Varenicline to reduce falls in Parkinson's patients with low brain cholinergic activity

Reducing falls with Varenicline in Hypocholinergic Parkinson disease

NIH-funded research University of Michigan at Ann Arbor · NIH-11205051

This project gives the medication varenicline to people with Parkinson's who have low brain cholinergic function to try to improve attention and reduce falls.

Quick facts

Grant typeNIH-funded research
Study typeNIH-funded research
Funding institutionUniversity of Michigan at Ann Arbor NIH-funded
Lab location1 site (Ann Arbor, United States)
Project IDNIH-11205051 on NIH RePORTER

What this research studies

You would first get a PET brain scan to confirm low cholinergic (acetylcholine) activity that is linked to attention and walking problems in Parkinson's. If eligible, you'd be enrolled in a blinded trial where you receive either varenicline (an α4β2 nicotinic receptor agonist) or a matching placebo, with regular clinic visits and monitoring. Researchers will measure attention, gait and balance outcomes and track falls over time, along with safety checks for side effects. This work builds on earlier target-engagement studies showing varenicline reaches its brain target and produced favorable effects on gait and attention in PET-confirmed participants.

Who could benefit from this research

Good fit: Ideal candidates are people with Parkinson's disease who have frequent falls or attention-related gait problems and show low cortical cholinergic activity on PET imaging.

Not a fit: People with Parkinson's who do not have cholinergic deficits, who cannot undergo PET scans, or who have medical contraindications to varenicline are unlikely to benefit from this intervention.

Why it matters

Potential benefit: If successful, this approach could lower fall rates and improve attention and walking stability for Parkinson's patients with cholinergic deficits.

How similar studies have performed: Prior small studies showed varenicline binds α4β2 receptors in the brain and produced physiologic improvements in attention and gait, but larger trials proving fall reduction are still needed.

Where this research is happening

Ann Arbor, United States

Researchers

About this research

  1. This is an active NIH-funded research project — typically early-stage science, not a clinical trial accepting patient enrollment.
  2. Some NIH-funded labs run parallel clinical studies or seek volunteers for related work. To check, contact the principal investigator or institution listed above.
  3. For full project details, budget, and progress reports, visit the official NIH RePORTER page below.
Last reviewed 2026-06-10 by the Find a Trial editorial team. Information on this page is for educational purposes and is not medical advice. Always consult qualified healthcare professionals about clinical trial participation.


[PROBLEM DETAILS] Retype the data that follows with no alterations, please.

** RECORD EXCERPTS follows **

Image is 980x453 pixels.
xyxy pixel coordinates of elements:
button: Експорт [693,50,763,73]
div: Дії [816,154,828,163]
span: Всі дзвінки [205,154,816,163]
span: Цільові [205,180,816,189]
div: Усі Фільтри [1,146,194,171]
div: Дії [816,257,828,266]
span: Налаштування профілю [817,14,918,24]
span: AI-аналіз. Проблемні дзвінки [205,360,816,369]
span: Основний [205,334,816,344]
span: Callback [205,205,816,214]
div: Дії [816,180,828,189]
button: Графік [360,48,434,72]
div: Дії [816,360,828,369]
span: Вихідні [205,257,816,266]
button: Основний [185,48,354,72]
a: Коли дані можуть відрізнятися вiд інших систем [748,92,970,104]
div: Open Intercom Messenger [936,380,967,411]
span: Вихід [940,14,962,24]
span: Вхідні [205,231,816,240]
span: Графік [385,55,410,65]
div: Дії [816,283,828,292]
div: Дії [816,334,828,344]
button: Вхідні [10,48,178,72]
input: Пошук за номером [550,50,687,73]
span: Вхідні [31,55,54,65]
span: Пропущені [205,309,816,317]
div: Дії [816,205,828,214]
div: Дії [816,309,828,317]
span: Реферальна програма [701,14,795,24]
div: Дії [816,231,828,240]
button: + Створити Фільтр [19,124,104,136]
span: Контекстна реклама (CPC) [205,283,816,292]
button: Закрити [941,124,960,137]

** End of RECORD EXCERPTS **

[ANSWER TO THE PROBLEM]
Image is 980x453 pixels.
xyxy pixel coordinates of elements:
button: Експорт [693,50,763,73]
div: Дії [816,154,828,163]
span: Всі дзвінки [205,154,816,163]
span: Цільові [205,180,816,189]
div: Усі Фільтри [1,146,194,171]
div: Дії [816,257,828,266]
span: Налаштування профілю [817,14,918,24]
span: AI-аналіз. Проблемні дзвінки [205,360,816,369]
span: Основний [205,334,816,344]
span: Callback [205,205,816,214]
div: Дії [816,180,828,189]
button: Графік [360,48,434,72]
div: Дії [816,360,828,369]
span: Вихідні [205,257,816,266]
button: Основний [185,48,354,72]
a: Коли дані можуть відрізнятися вiд інших систем [748,92,970,104]
div: Open Intercom Messenger [936,380,967,411]
span: Вихід [940,14,962,24]
span: Вхідні [205,231,816,240]
span: Графік [385,55,410,65]
div: Дії [816,283,828,292]
div: Дії [816,334,828,344]
button: Вхідні [10,48,178,72]
input: Пошук за номером [550,50,687,73]
span: Вхідні [31,55,54,65]
span: Пропущені [205,309,816,317]
div: Дії [816,205,828,214]
div: Дії [816,309,828,317]
span: Реферальна програма [701,14,795,24]
div: Дії [816,231,828,240]
button: + Створити Фільтр [19,124,104,136]
span: Контекстна реклама (CPC) [205,283,816,292]
button: Закрити [941,124,960,137]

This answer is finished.